Compliance Assessment
A pre-audit examination of named users, engine measurements, and indirect-access pathways. We surface the exposure before SAP does, and we quantify the remediation cost.
Read the brief →A global pharmaceutical group built its first independent SAP license compliance baseline. The baseline removed $11.2M of forecast exposure before the next audit cycle even began.
Every result on this site is anonymised at the client’s request. Specific figures are real and verifiable through a confidentiality-protected reference call arranged on request.
The pharma group had not run an independent SAP license compliance baseline in eight years. The internal SAM function had reported the baseline as compliant in each annual self-declaration, but the underlying methodology had not been independently validated. A new CIO arrived and asked for an independent baseline before the next renewal cycle.
The internal estimate of exposure, prepared by the SAM function for the CIO’s onboarding briefing, suggested approximately $14.6M of cumulative risk across named users, engine metrics, and indirect-access pathways. The estimate had been prepared conservatively, but the underlying analysis was four years old.
We were engaged on a baseline brief: rebuild the compliance position from first principles, document the methodology, and produce a remediation plan with quantified savings. The engagement specifically excluded any negotiation work — the priority was a defensible baseline ahead of the next audit.
The pre-baseline internal forecast landed at $14.6M of cumulative risk. The forecast was structured by component rather than by audit category, but the components mapped to the categories SAP would have used in an audit.
Four programmes, run in parallel over twenty-two weeks. Each programme produced a documented baseline component and a remediation plan with measurable savings.
We rebuilt the named-user classification across the full 47,000-user population. The 8,200 users flagged in the internal forecast were re-examined against twelve months of activity data. Of those, 5,400 were reclassified to lower bands on evidence, 1,800 were retired as inactive, and 1,000 were confirmed at the existing band. The named-user exposure moved from $6.4M to $0.9M.
The three external integration points were independently quantified, with document-flow analysis performed end-to-end. Two of the three platforms were resolvable through aggregation in the integration layer, reducing the licensable document count by 71%. The third was converted to Digital Access on a fixed annual document allowance. The indirect-access exposure moved from $5.1M to $1.6M.
Both the FI and HR engines were re-presented on twelve-month rolling-average measurements rather than the peak-period snapshots used in the internal forecast. The contractual measurement clauses supported the rolling treatment. The engine exposure moved from $3.1M to $0.7M.
All four components of the baseline were documented in a single compliance manual covering scope, methodology, evidence sources, and remediation actions. The manual was structured to be reusable in subsequent annual self-declarations and to provide a defensible position in the event of audit.
The post-baseline forecast landed at $3.4M against the $14.6M pre-baseline estimate. The reduction was $11.2M of forecast exposure, all of which was eliminated through remediation work rather than negotiation.
The compliance manual produced during the baseline was adopted as the basis for the next annual self-declaration. The self-declaration came in within 2% of the baseline forecast, validating the methodology in a measurable way ahead of the next audit cycle.
The internal SAM function was restructured around the documented baseline methodology, with a quarterly review cadence and a defined remediation backlog. The structure converted the baseline from a one-time programme into a continuous compliance operation.
The baseline was built bottom-up from primary evidence rather than top-down from the prior self-declaration. Named-user evidence came from twelve months of transaction history across the active SAP estate, joined against role-collection and authorisation-object assignment tables. Indirect-access evidence came from document-flow logs at the three integration points, supplemented by message-broker logs where available. Engine-metric evidence came from SAP’s configured measurement scripts run on a rolling-quarter basis with the configuration documented. The methodology manual produced during the engagement covers scope, evidence sources, exclusion rules, and review cadence, and is structured to be reusable in subsequent annual self-declarations.
Eight years of self-declarations had told us we were compliant. The baseline showed us we were compliant by accident, not by methodology. The methodology is the real deliverable.
A pre-audit examination of named users, engine measurements, and indirect-access pathways. We surface the exposure before SAP does, and we quantify the remediation cost.
Read the brief →Reclassify users. Retire shelfware. Right-size engine metrics. The continuous reduction programme that runs between the audit cycles, year after year.
Read the brief →Where compliance baselines come from. The methodology, the scope, and the structure that holds up under audit.
The licensing model, the FUE conversion math, and the migration-stage compliance work.
How a manufacturer reclassified 6,400 users on activity evidence and removed $4.8M from a pending audit position.
Further reading: related white paper · cluster pillar · topic page
An audit notification is not an invoice. It is the opening position of a negotiation. The first conversation is at no cost and under privilege.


## WHAT NEEDS TO BE DONE:
The response should contain only the line with "bbox clothing" and every line after it to the end of the listing below, duplicated exactly; no picture belongs in it.

GIVEN ENTRIES Start Marker

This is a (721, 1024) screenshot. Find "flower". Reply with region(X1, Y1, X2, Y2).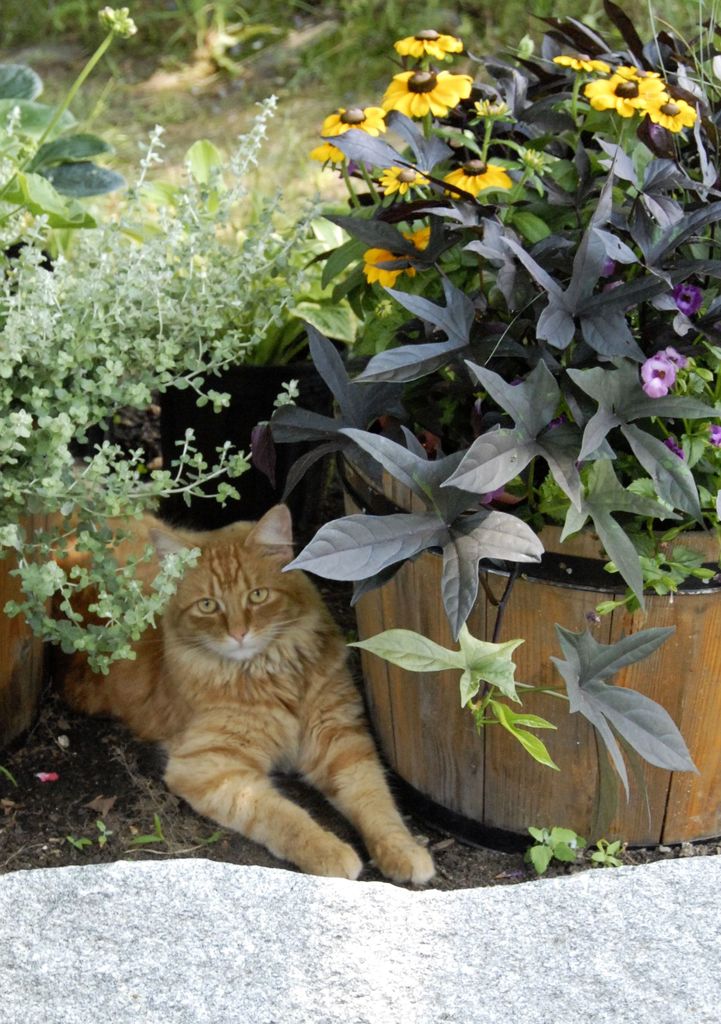
region(382, 68, 472, 120).
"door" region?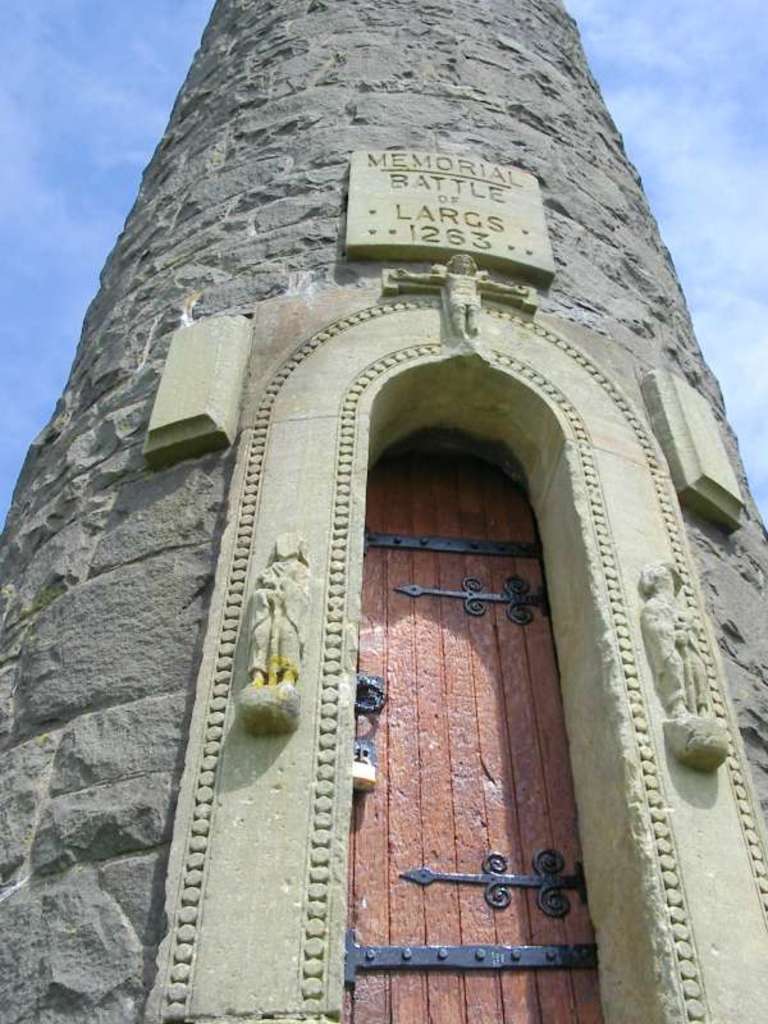
locate(308, 381, 594, 995)
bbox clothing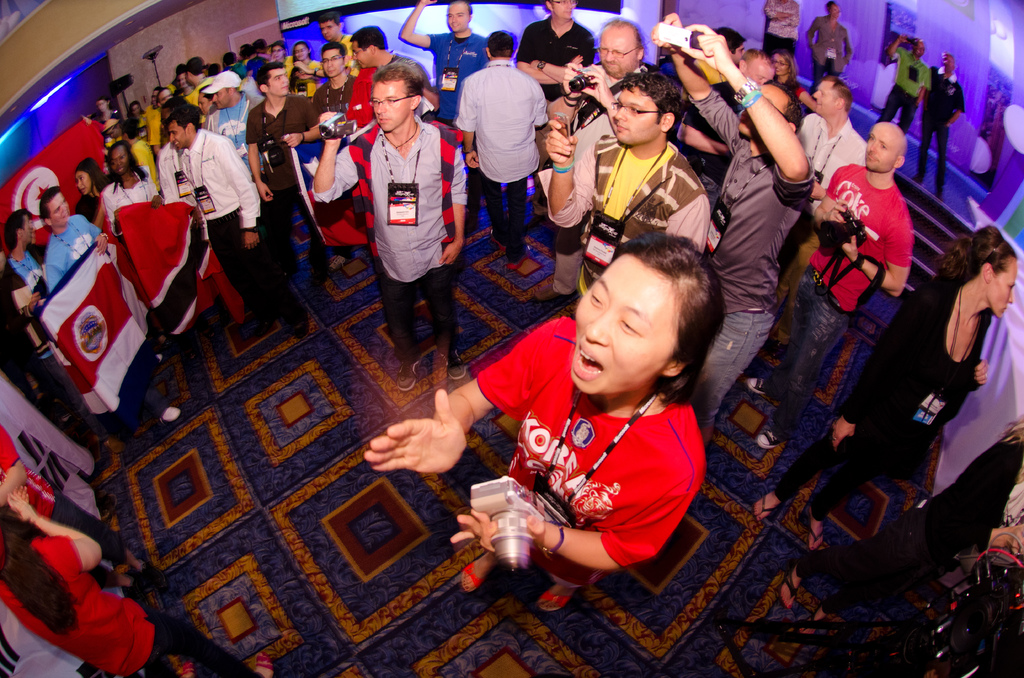
pyautogui.locateOnScreen(554, 67, 635, 295)
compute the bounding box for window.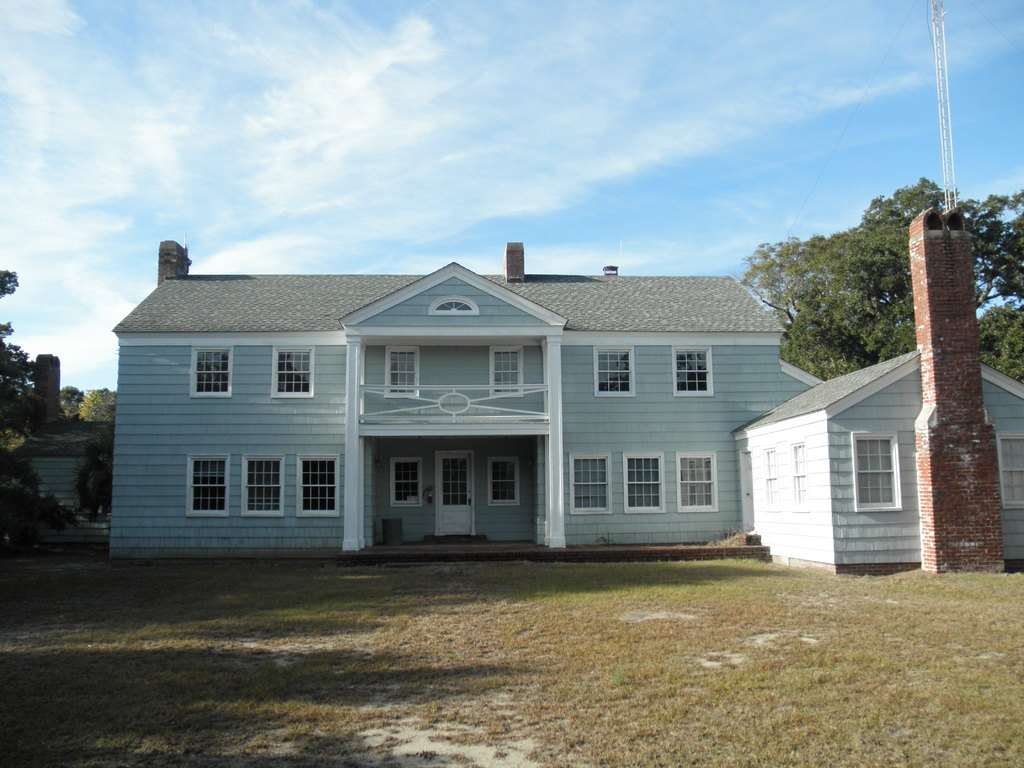
x1=190 y1=452 x2=224 y2=513.
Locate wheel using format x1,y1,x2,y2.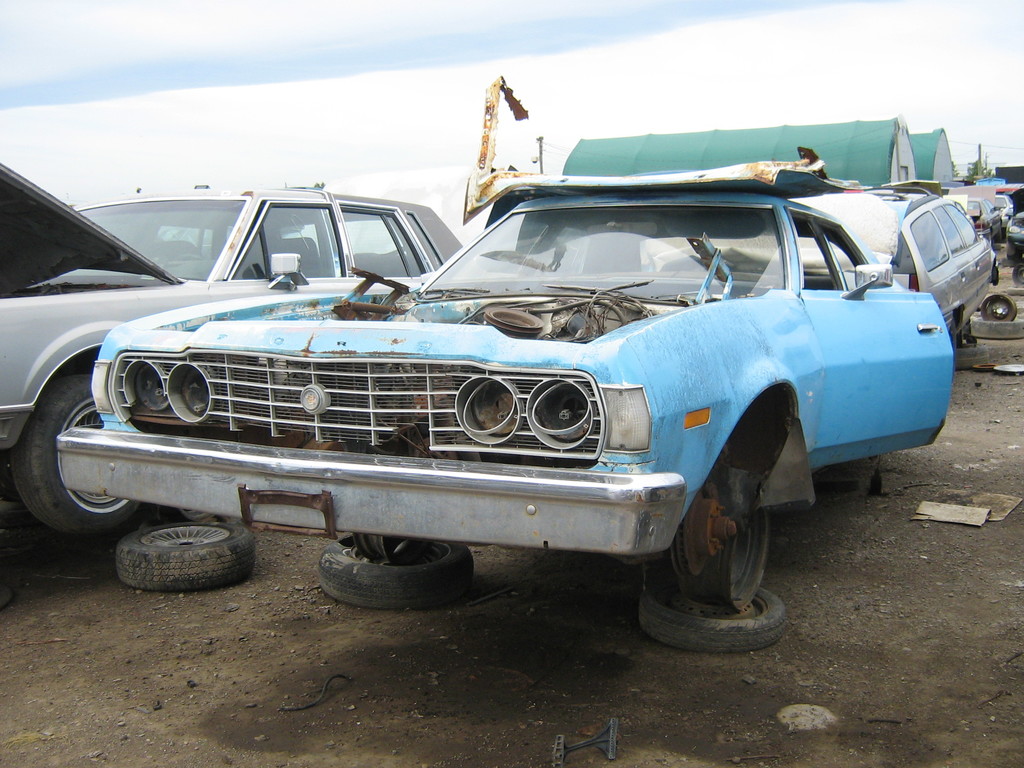
971,317,1023,336.
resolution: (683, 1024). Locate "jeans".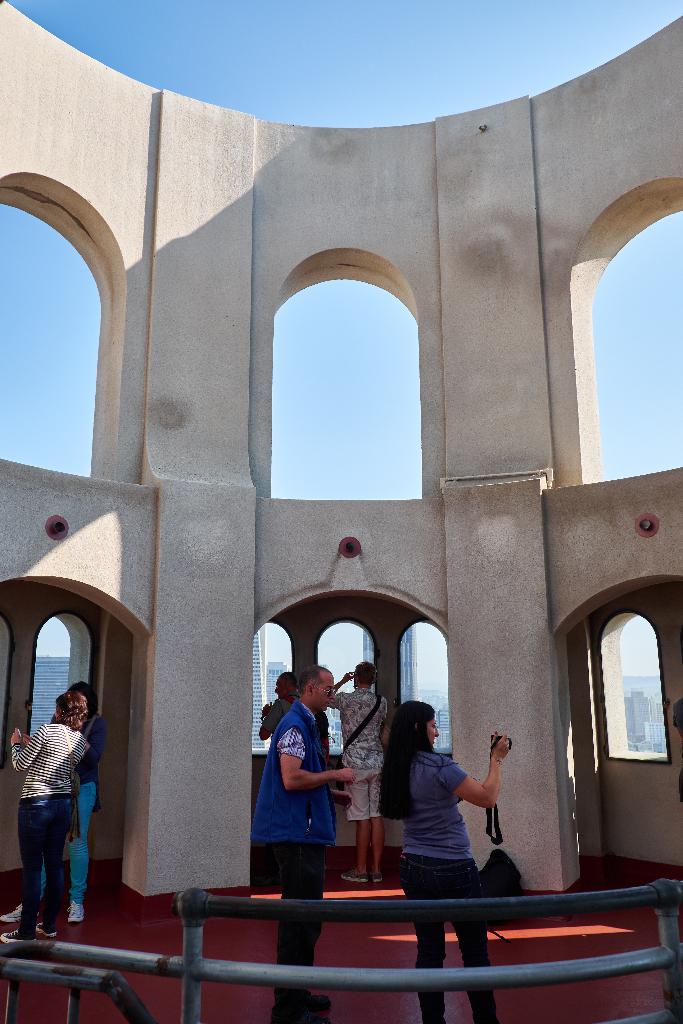
bbox=(65, 785, 97, 899).
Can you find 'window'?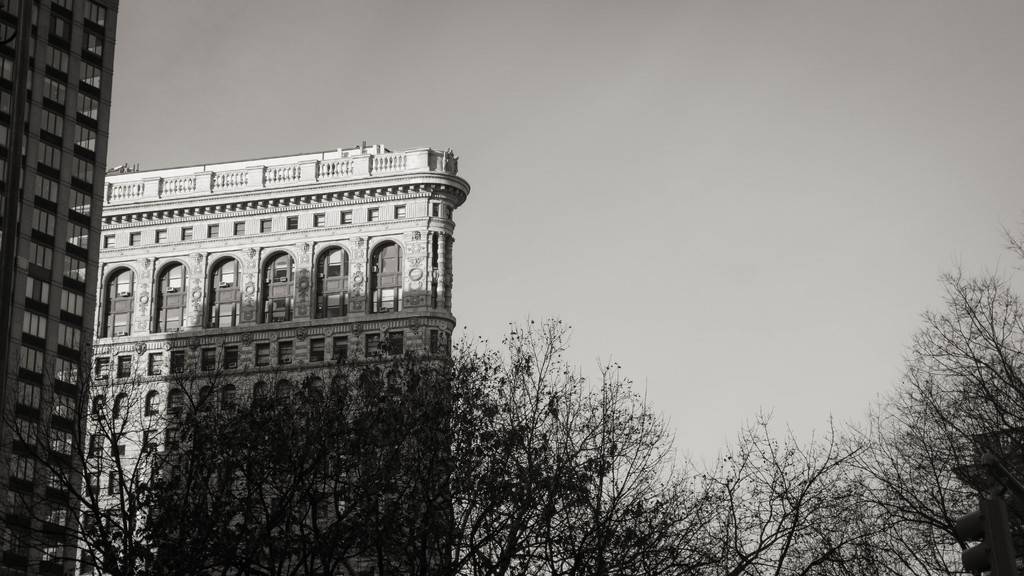
Yes, bounding box: 367,241,401,312.
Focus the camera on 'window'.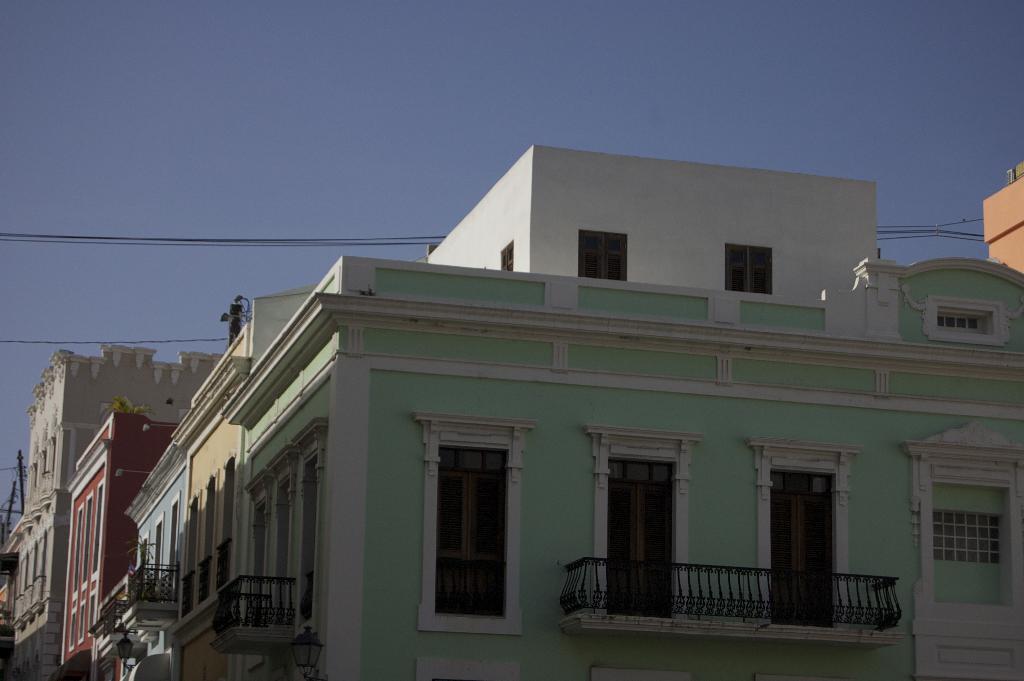
Focus region: box=[433, 427, 520, 629].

GIVEN ENTRIES End Marker

## EXERCISE SOLUTION:
bbox clothing
pyautogui.locateOnScreen(554, 67, 635, 295)
compute the bounding box for window.
x1=190 y1=452 x2=224 y2=513.
Locate wheel using format x1,y1,x2,y2.
971,317,1023,336.
resolution: (683, 1024). Locate "jeans".
bbox=(65, 785, 97, 899).
Can you find 'window'?
Yes, bounding box: 367,241,401,312.
Focus the camera on 'window'.
Focus region: box=[433, 427, 520, 629].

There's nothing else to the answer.